Early career, we recommend you focus on building useful skills. So which skills are most useful for solving important global problems? Here’s our list.

We suggest you choose between these primarily based on personal fit. Click through to the profiles to see why we recommend them, concrete advice for how to build each one, and how you can work out which is the best fit for you.

  • Learn to get things done in the world’s largest and most important institutions (in particular national governments), which often play a crucial role in tackling global problems.

  • Help build and boost great organisations doing important work through skills like management, operations, legal and financial oversight, entrepreneurship, and fundraising.

  • Learn how to do research, with the aim of eventually making intellectual advances on important questions about tackling global problems.

  • Convey important ideas and information in a compelling way in order to help others focus on the right things and work more effectively.

  • Learn programming and then apply your skills to build useful software or conduct analyses relevant to pressing problems.

  • Learn about China and use that experience to help improve global coordination in crucial areas.

  • Gain relevant — but sometimes niche — knowledge in important areas, like vaccinology, AI hardware, or development economics.

Keep in mind that this list isn’t exhaustive. Plus, almost any skill can be worth pursuing if you’re sufficiently good at it. You should look for the skills that have the best balance of being useful and being something you could get great at.

The highest-impact career paths our research has identified so far

These are guides to some more specific career paths that seem especially high impact. Most of these are difficult to enter, and it’s common to start by investing years in building the skills above before pursuing them. But if any might be a good fit for you, we encourage you to seriously consider it.

We’ve ranked these paths roughly in terms of our take on their expected impact, holding personal fit for each fixed and given our view of the world’s most pressing problems. But your personal fit matters a lot for your impact, and there is a lot of variation within each path too — so the best opportunities in one lower on the list will often be better than most of the opportunities in a higher-ranked one.

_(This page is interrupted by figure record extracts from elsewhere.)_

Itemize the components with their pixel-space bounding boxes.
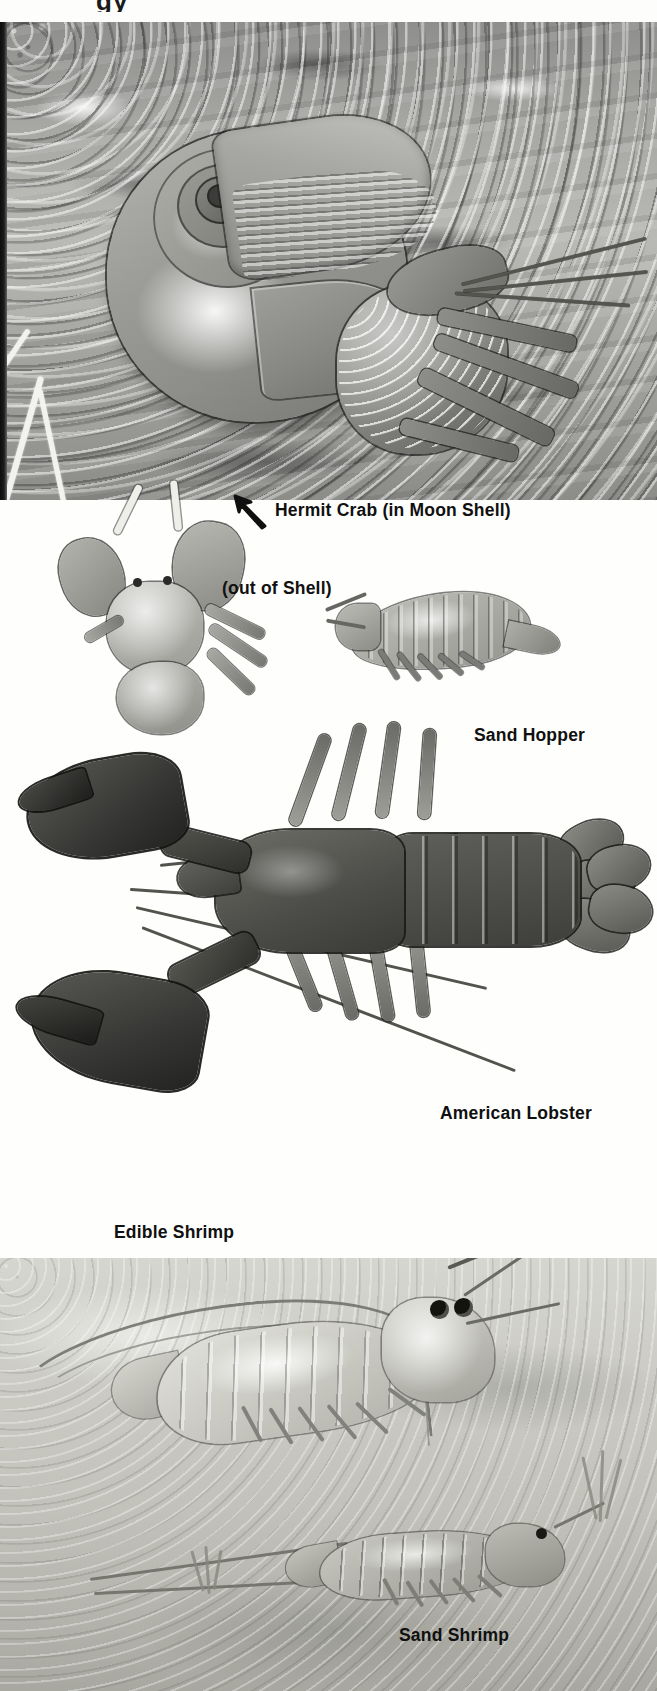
lobster-walking-leg (331, 723, 366, 821)
lobster-abdomen-segments (392, 836, 578, 944)
lobster-walking-leg (418, 729, 436, 820)
edible-shrimp-eye (454, 1298, 473, 1317)
shrimp-panel (0, 1258, 657, 1691)
specimen-panel (0, 500, 657, 1258)
label-edible-shrimp: Edible Shrimp (114, 1222, 234, 1243)
sand-shrimp-antenna (553, 1502, 605, 1529)
illustration-page: gy (0, 0, 657, 1691)
hermit-crab-abdomen (117, 662, 203, 734)
hermit-crab-carapace (107, 582, 203, 674)
hermit-crab-panel (7, 22, 657, 500)
sand-shrimp-head (486, 1524, 564, 1586)
hermit-crab-eye (163, 576, 172, 585)
page-header-fragment: gy (96, 0, 216, 12)
edible-shrimp (92, 1272, 562, 1502)
label-american-lobster: American Lobster (440, 1103, 592, 1124)
lobster-walking-leg (375, 722, 400, 819)
hermit-crab-eye (133, 578, 142, 587)
arrow-up-left-icon (229, 492, 269, 532)
sand-hopper-tail (504, 621, 562, 658)
label-hermit-crab: Hermit Crab (in Moon Shell) (275, 500, 511, 521)
edible-shrimp-eye (430, 1300, 449, 1319)
sand-hopper (330, 580, 560, 710)
label-sand-hopper: Sand Hopper (474, 725, 585, 746)
edible-shrimp-antenna (466, 1302, 561, 1325)
label-sand-shrimp: Sand Shrimp (399, 1625, 509, 1646)
label-out-of-shell: (out of Shell) (222, 578, 332, 599)
hermit-crab-out-of-shell (55, 520, 265, 740)
american-lobster (10, 738, 650, 1158)
sand-shrimp-eye (536, 1528, 547, 1539)
lobster-walking-leg (288, 733, 332, 827)
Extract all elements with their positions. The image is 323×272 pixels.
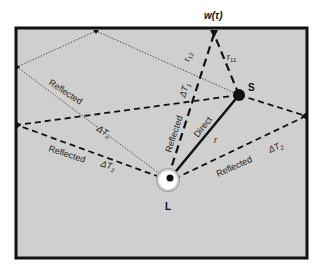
source-label: S <box>248 82 255 93</box>
r11-label-sub: 11 <box>230 57 237 63</box>
listener-node[interactable] <box>167 175 174 182</box>
w-tau-label: w(τ) <box>204 10 223 21</box>
room-boundary <box>16 28 307 258</box>
diagram-canvas: w(τ) S L r11 r12 ΔT1 Reflected Direct r … <box>0 0 323 272</box>
listener-label: L <box>165 201 171 212</box>
source-node[interactable] <box>233 89 245 101</box>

Other high-impact career paths we’re excited about

Our top-ranked paths won’t be right for everybody, and there are lots of ways to have an impactful career. Here we list some additional paths we think can be high impact for the right person. These aren’t ranked in terms of impact, and there are surely many promising paths we haven’t written about at all.

Some ways to build career capital

Most high-impact career paths, like those above, require years building up skills and experience — what we call career capital. See general advice on career capital, or check out the guides below on some specific ideas. The list is far from comprehensive.


How to choose which career path you should pursue

The purpose of these lists is to give you more ideas about high-impact career paths. There are likely many other options worth considering for your personal list that we don’t cover.

As we cover in our career guide, the overall impact of your career depends on both:

  • How impactful the path is in general
  • Your degree of personal fit with it

Typically, once you have some good ideas for impact, we recommend narrowing down mainly based on fit — including whether the path is likely to be sustainable and personally satisfying.

If you want to do a more detailed comparison of a list of options, use our career decision process.

This is also just one step in making a full career plan – see the rest of our advice on career planning, including a career plan worksheet.

New to 80,000 Hours? Take a look at our career guide.

Our career guide is based on 10+ years of research alongside academics at Oxford. It aims to teach you how to find a fulfilling career that does good.

It’s full of practical tips and exercises. At the end, you’ll have a draft of your new career plan.